Larrabee's cores aren't Atom cores, per se, but they're similar enough that Intel might consider them to be covered by the language in the TSMC partnership announcement. Or if not, agreements can always be expanded later.
Making Larrabee chips at TSMC would solve the margin problem, putting Intel's graphics chips on a level playing field with Nvidia's. Larrabee would still be at a significant disadvantage because its x86-based design isn't as well-suited to graphics acceleration as Nvidia's chips, but Intel has a special ability to sell inferior products along with other chips its customers need--especially processors. That's reportedly how Intel's slow integrated-graphics chipsets ended up in so many systems during the Windows Vista transition, leading to many disappointed customers.
Or it's possible that Intel will not allow the TSMC deal to harm these companies, if only because Intel may still be in court defending itself against AMD's antitrust lawsuit.
But I wouldn't make that assumption, and I bet that ARM, Nvidia, and Via won't either. Intel isn't the only paranoid company in this industry.
In a story on PC Pro, Nvidia architect John Montrym (whose name was incorrectly spelled "Mottram") quoted my recent blog post on Larrabee as concluding that "the 'large' Larrabee in 2010 will have roughly the same performance as a 2006 GPU from Nvidia or ATI."
Alas, this isn't really what I said or meant.
What I actually described as equating to "the performance of a 2006-vintage...graphics chip" was a performance standard defined by Intel itself--running the game F.E.A.R. at 60 fps in 1,600 x 1,200-pixel resolution with four-sample antialiasing.
Intel used this figure for some comparisons of rendering performance. If Larrabee ran at 1GHz, for example, Intel's figures show that... Read more
Intel announced on Monday that it will be presenting a paper at Siggraph 2008 about its "many-core" Larrabee architecture, which will be the basis of future Intel graphics processors.
The paper itself, however, has already been published, and I was able to get a copy of it. (Unfortunately, as you'll see at that link, the paper is normally available only to members of the Association for Computing Machinery.)
Intel's Larrabee includes "many" cores, on-chip memory controllers, a wide ring bus for on-chip communications, and a small amount of graphics-specific logic.

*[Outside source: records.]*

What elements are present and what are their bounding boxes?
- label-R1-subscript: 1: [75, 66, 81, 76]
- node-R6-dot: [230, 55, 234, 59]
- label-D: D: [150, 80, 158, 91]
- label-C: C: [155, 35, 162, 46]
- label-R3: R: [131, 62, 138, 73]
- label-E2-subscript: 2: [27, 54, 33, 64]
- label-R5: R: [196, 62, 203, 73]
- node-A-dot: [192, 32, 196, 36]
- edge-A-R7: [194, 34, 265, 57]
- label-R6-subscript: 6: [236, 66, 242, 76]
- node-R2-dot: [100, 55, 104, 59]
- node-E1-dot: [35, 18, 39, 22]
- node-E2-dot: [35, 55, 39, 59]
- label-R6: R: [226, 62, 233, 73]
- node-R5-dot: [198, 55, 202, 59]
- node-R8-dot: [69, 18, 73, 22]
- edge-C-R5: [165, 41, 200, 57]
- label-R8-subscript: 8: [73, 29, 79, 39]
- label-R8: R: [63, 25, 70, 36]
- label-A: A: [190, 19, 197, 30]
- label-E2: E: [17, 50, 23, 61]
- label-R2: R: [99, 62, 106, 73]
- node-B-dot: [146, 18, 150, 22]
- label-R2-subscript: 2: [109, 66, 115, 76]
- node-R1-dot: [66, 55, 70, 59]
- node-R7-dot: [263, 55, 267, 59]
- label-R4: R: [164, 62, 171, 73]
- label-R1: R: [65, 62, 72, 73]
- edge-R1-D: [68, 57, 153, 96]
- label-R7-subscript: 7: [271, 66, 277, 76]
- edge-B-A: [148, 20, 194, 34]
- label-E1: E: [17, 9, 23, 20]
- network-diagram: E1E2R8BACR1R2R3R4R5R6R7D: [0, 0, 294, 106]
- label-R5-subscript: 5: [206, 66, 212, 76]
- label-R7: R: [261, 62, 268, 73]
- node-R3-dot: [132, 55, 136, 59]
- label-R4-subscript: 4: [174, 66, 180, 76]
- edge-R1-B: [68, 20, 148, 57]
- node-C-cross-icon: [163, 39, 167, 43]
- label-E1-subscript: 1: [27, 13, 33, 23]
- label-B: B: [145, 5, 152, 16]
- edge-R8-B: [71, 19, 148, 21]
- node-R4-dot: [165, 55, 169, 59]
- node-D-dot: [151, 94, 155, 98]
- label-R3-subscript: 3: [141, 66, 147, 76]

(Credit: Intel)The paper is a pretty thorough summary of Intel's motives for developing Larrabee and the major features of the new architecture. Basically, Larrabee is about using many simple x86 cores--more than you'd see in the central processor (CPU) of the system--to implement a graphics processor (GPU). This concept has received a lot of attention since Intel first started talking about it last year.
... Read more
Dean Takahashi sent me an e-mail pointing to a piece he wrote on VentureBeat describing statements Wednesday by Intel's Chief Technical Officer Justin Rattner targeted at NVIDIA. CNET's own Brooke Crothers covered the same story and provides additional background here.
Intel Chief Technology Officer Justin R. Rattner
(Credit: Intel)The technology at issue relates to 3D graphics for PCs. All current PC graphics chips use what's called polygon-order rendering. All of the polygons that make up the objects to be displayed are processed one at a time. The graphics chip figures out where each polygon should appear on the screen and how much of it will be visible or obstructed by other polygons.
Ray tracing achieves similar results by working through each pixel on the screen, firing off a "ray" (like a backward ray of light) that bounces off the polygons until it reaches a light source in the scene. Ray tracing produces natural lighting effects but takes a lot more work.
(That's the short version, anyway. For more details, you could dig up a copy of my 1997 book Beyond Conventional 3D. Alas, the book is long since out of print.)
Ray tracing is easily implemented in software on a general-purpose CPU, and indeed, most of the computer graphics you see in movies and TV commercials are generated this way, using rooms full of PCs or blade-server systems.